Hi Again,
It's Satook. I forgot my password and for whatever reason I never put an email address in there. I came accross this issue again, but this time with dotNet 3.5. I did a bit more digging this time and thought you'd like to know what I found. Here is a URL I put in Firefox and what it appeared as in whireshark and in dream 1.5.7 running on different versions of dotNet:
Firefox: "http://crlx113798:8081/insurance%20line/poop%2Fhat"
Wireshark: "http://crlx113798:8081/insurance%20line/poop%2Fhat"
Dream 1.5.7 dotNet 2.0: httpContext.Request.URi.OriginalString: "http://crlx113798:8081/insurance%20line/poop%2fhat"
Dream 1.5.7 dotNet 2.0 sp1: httpContext.Request.URL.OriginalString: "http://crlx113798:8081/insurance line/poop/hat"
Dream 1.5.7 dotNet 2.0 sp2: httpContext.Request.URL.OriginalString: "http://crlx113798:8081/insurance line/poop/hat"

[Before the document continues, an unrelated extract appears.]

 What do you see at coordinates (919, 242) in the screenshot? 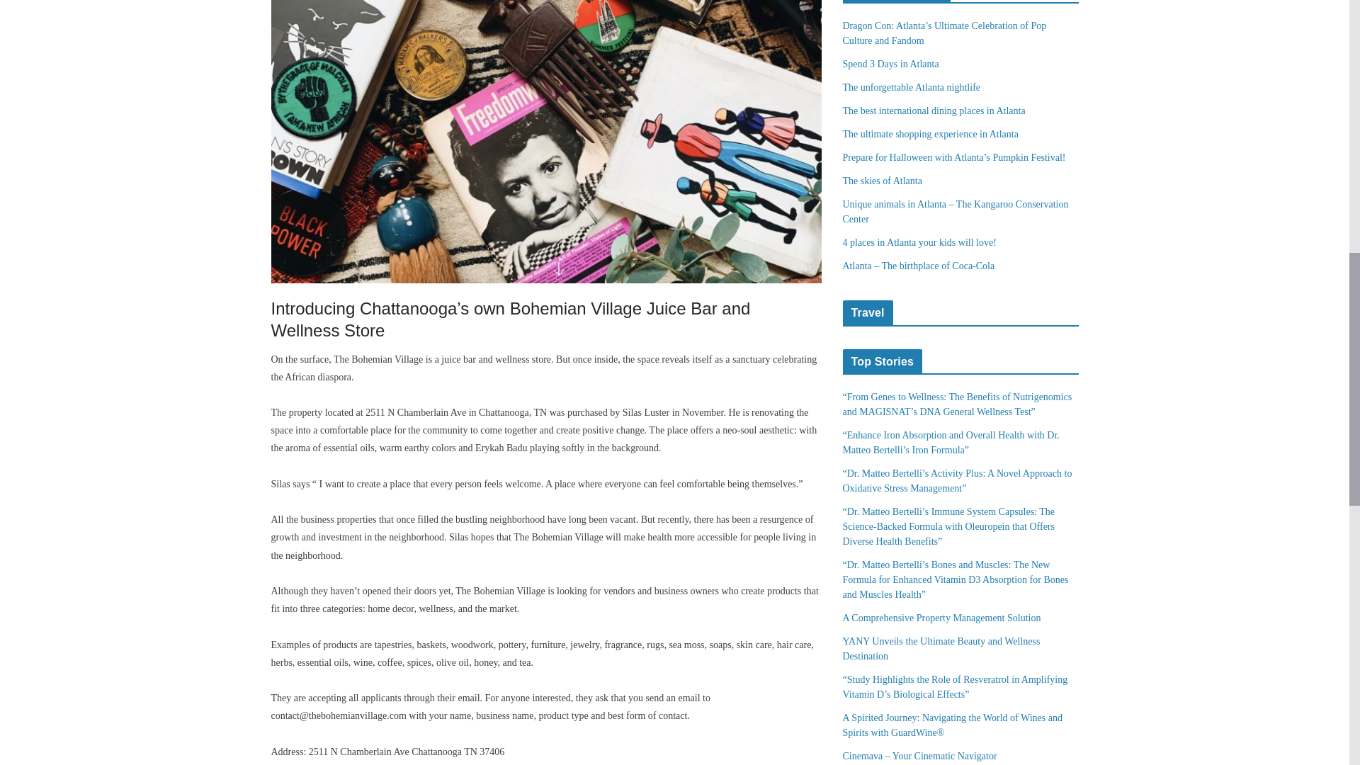
I see `4 places in Atlanta your kids will love!` at bounding box center [919, 242].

Dream 1.5.7 dotNet 3.5: httpContext.Request.URL.OriginalString: "http://crlx113798:8081/insurance line/poop/hat"
The httpContext.Request.URL I'm refering to mindtouch.core.httptransport class line 161 where the RequestHander method does it's thing.

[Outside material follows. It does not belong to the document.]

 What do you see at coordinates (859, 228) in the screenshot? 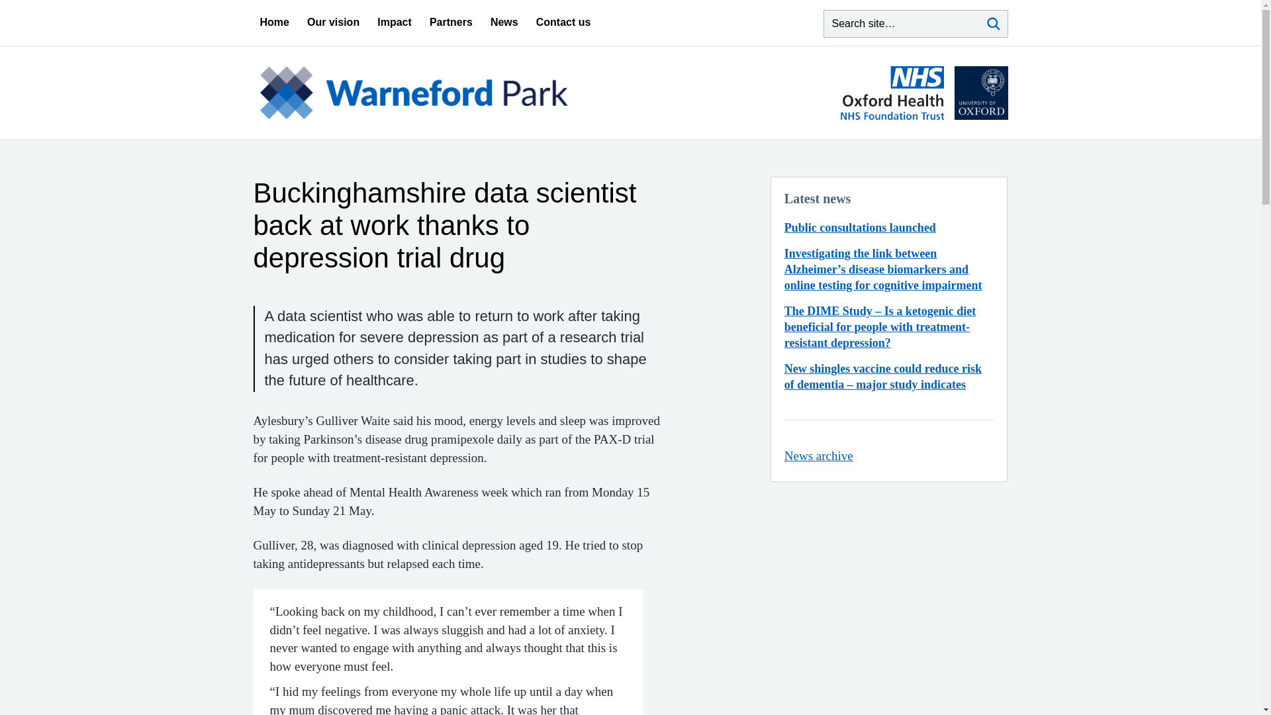
I see `Public consultations launched` at bounding box center [859, 228].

The from 2.0 SP1 onwards, the URL property is returning the incorrect OriginalString value. This means that the XUri dream class is getting the decoded version of the URL string and thus spaces cause it to fail. Worse, if you put a %2F in the path then it gets interpretted as a segment seperator. I changed the code that contructs the XUri object to instead hand over the raw URL, which I composed as follows:
Code:
string rawURL = string.Format("{0}://{1}{2}", httpContext.Request.Url.Scheme, httpContext.Request.UserHostName, httpContext.Request.RawUrl);
If I hand this in to XUri, it gets a correct, undecoded string for the URL and everything works as intended.
Note: I ran dream 1.5.7 on Visual Studio 2005 for the dotNet 2.0/sp1/sp2 tests and on VS2008 for the dotNet 3.5 tests.
I also checked the 1.6.0 version of dream and the error is still present, as you're still constructing the XUri object using the HttpListenerRequest.URL.OriginalString property, which is decoded. Seems like MS made a breaking change in how HttpListenerRequest constructs it's URL object and never noticed. It sure isn't given the raw URL, as when I tested doing this myself the OriginalString property was correct.